Could it only have been 10 days? Because it aged us 10 years. The 33rd annual Toronto International Film Festival wrapped on Saturday with a final round of screenings and the awards announcements at a reception at the Intercontinental Hotel. Co-directors Piers Handling and Cameron Bailey put a brave face on the situation, barely conceding the criticism that TIFF took from so many quarters this year. (The furthest Handling would go was note the “slight gloom and depression” emanating from the underwhelmed industry attendees.)
Taking their cue to accentuate the positive, we would also like to give out a few citations.
Most Predictable Award: The festival’s only clear-cut hit, Slumdog Millionaire, bagged the audience prize. That Danny Boyle’s feel-good and fleet-footed Bombay tale barely survived the collapse of the movie’s original distributor — Warner Independent Pictures, who nearly sent it straight to DVD before handing it off to Fox Searchlight — added to its miraculous air. The Hurt Locker, The Wrestler and Rachel Getting Married were the only other big-league entries that attracted much in the way of general enthusiasm.
Awards Most Likely to Upset English Canadian Filmmakers: The slate of prizes for homegrown efforts reflected the inferiority of Anglo product versus movies not just from Quebec but Iglooik, too.
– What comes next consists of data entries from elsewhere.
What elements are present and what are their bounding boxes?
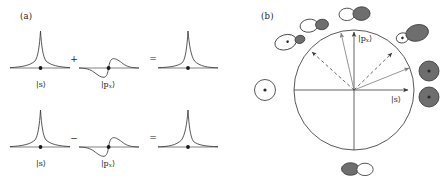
orbital-hybrid-155 <box>273 30 306 53</box>
figure-root: (a) |s⟩ |px⟩ + = |s⟩ |px⟩ − = <box>0 0 448 185</box>
dashed-arrow-135 <box>312 52 354 90</box>
panel-b-diagram <box>0 0 448 185</box>
orbital-hybrid-20 <box>394 22 430 46</box>
arrow-hybrid-22 <box>354 68 409 90</box>
orbital-p-right-lower <box>419 87 439 107</box>
orbital-hybrid-bottom <box>342 163 374 176</box>
orbital-hybrid-100 <box>339 6 371 21</box>
arrow-hybrid-78 <box>341 33 354 90</box>
dashed-arrow-45 <box>354 53 392 90</box>
orbital-s-pure-left <box>255 80 276 101</box>
orbital-p-right-upper <box>419 61 439 81</box>
orbital-hybrid-125 <box>299 17 329 34</box>
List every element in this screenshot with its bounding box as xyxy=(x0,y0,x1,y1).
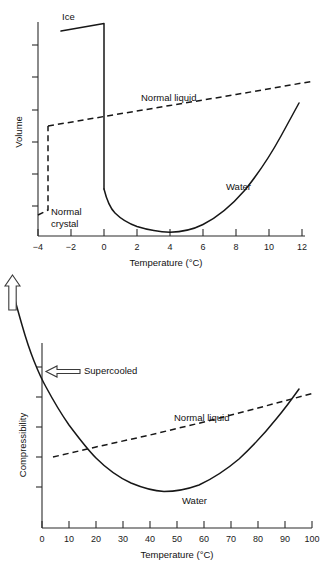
compressibility-chart-svg: 0 10 20 30 40 50 60 70 80 90 100 Tempera… xyxy=(0,275,333,570)
water-anomalies-figure: −4 −2 0 2 4 6 8 10 12 Temperature (°C) V… xyxy=(0,0,333,570)
volume-chart-panel: −4 −2 0 2 4 6 8 10 12 Temperature (°C) V… xyxy=(0,0,333,285)
compressibility-y-ticks xyxy=(36,367,42,487)
compressibility-xtick-label-4: 40 xyxy=(145,534,155,544)
volume-xtick-label-5: 6 xyxy=(200,242,205,252)
compressibility-xtick-label-5: 50 xyxy=(172,534,182,544)
ice-label: Ice xyxy=(62,11,75,22)
volume-xtick-label-6: 8 xyxy=(233,242,238,252)
supercooled-up-arrow-icon xyxy=(5,275,20,310)
compressibility-xtick-label-8: 80 xyxy=(253,534,263,544)
compressibility-x-axis-title: Temperature (°C) xyxy=(141,549,214,560)
supercooled-left-arrow-icon xyxy=(46,366,80,377)
volume-xtick-label-8: 12 xyxy=(297,242,307,252)
volume-normal-liquid-curve xyxy=(48,81,314,126)
volume-xtick-label-0: −4 xyxy=(33,242,43,252)
volume-normal-liquid-label: Normal liquid xyxy=(141,92,196,103)
volume-y-ticks xyxy=(32,45,38,206)
water-compressibility-curve xyxy=(11,285,299,492)
compressibility-xtick-label-2: 20 xyxy=(91,534,101,544)
volume-xtick-label-7: 10 xyxy=(264,242,274,252)
compressibility-y-axis-title: Compressibility xyxy=(17,413,28,478)
volume-xtick-label-2: 0 xyxy=(101,242,106,252)
water-volume-curve xyxy=(104,103,299,232)
ice-curve xyxy=(61,24,104,190)
normal-crystal-label-line2: crystal xyxy=(51,218,78,229)
compressibility-xtick-label-7: 70 xyxy=(226,534,236,544)
compressibility-normal-liquid-curve xyxy=(53,393,314,457)
compressibility-normal-liquid-label: Normal liquid xyxy=(174,412,229,423)
volume-xtick-label-4: 4 xyxy=(167,242,172,252)
compressibility-xtick-label-3: 30 xyxy=(118,534,128,544)
water-volume-label: Water xyxy=(226,181,251,192)
normal-crystal-curve xyxy=(38,126,48,215)
volume-x-axis-title: Temperature (°C) xyxy=(130,257,203,268)
compressibility-xtick-label-1: 10 xyxy=(64,534,74,544)
compressibility-x-ticks xyxy=(42,521,312,528)
volume-chart-svg: −4 −2 0 2 4 6 8 10 12 Temperature (°C) V… xyxy=(0,0,333,285)
compressibility-xtick-label-10: 100 xyxy=(304,534,319,544)
compressibility-xtick-label-0: 0 xyxy=(39,534,44,544)
normal-crystal-label-line1: Normal xyxy=(51,206,82,217)
water-compressibility-label: Water xyxy=(182,495,207,506)
volume-xtick-label-1: −2 xyxy=(66,242,76,252)
compressibility-xtick-label-6: 60 xyxy=(199,534,209,544)
compressibility-xtick-label-9: 90 xyxy=(280,534,290,544)
volume-xtick-label-3: 2 xyxy=(134,242,139,252)
compressibility-chart-panel: 0 10 20 30 40 50 60 70 80 90 100 Tempera… xyxy=(0,275,333,570)
supercooled-label: Supercooled xyxy=(84,365,137,376)
volume-y-axis-title: Volume xyxy=(13,116,24,148)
The latest from the Atanarjuat team, Marie-Helene Cousineau and Madeline Piujuq Ivalu’s Before Tomorrow was named best Canadian first feature. A quality effort that nonetheless drew little attention before the announcement, Rodrigue Jean’s stark drama Lost Song won for best feature. Further piquing the anger of Upper Canadians, the best short — Block B, a stunning effort by Chris Chong Chan Fui included in Wavelengths — was actually made in Malaysia.
AWARDS WE HAVE YET TO DESIGN STATUETTES FOR
Best movie fight scene involving barbed wire, a chair and a staple gun: The Wrestler
Best display of James Brown’s moustache: Soul Power
Outstanding achievements in Colin Firth-iness by Colin Firth: a tie between Easy Virtue and Genova
Most inexplicable cameo by a musician in a major motion picture: a tie between Robyn Hitchcock in Rachel Getting Married, Gord Downie in One Week and Devendra Banhart in Nick & Norah’s Infinite Playlist
And, last but not least, most sensitive TIFF attendee: the unfortunate woman who vomited during Martyrs, a perfectly reasonable response to the Midnight Madness torture-fest and, indeed, most of the Gala selections.
Watch Jason Anderson discuss the TIFF that was in a video roundtable discussion with EYE WEEKLY's Adam Nayman, Variety's Robert Koehler, The Village Voice's Scott Foundas, and Cinema Scope's Mark Peranson and Andrew Tracy.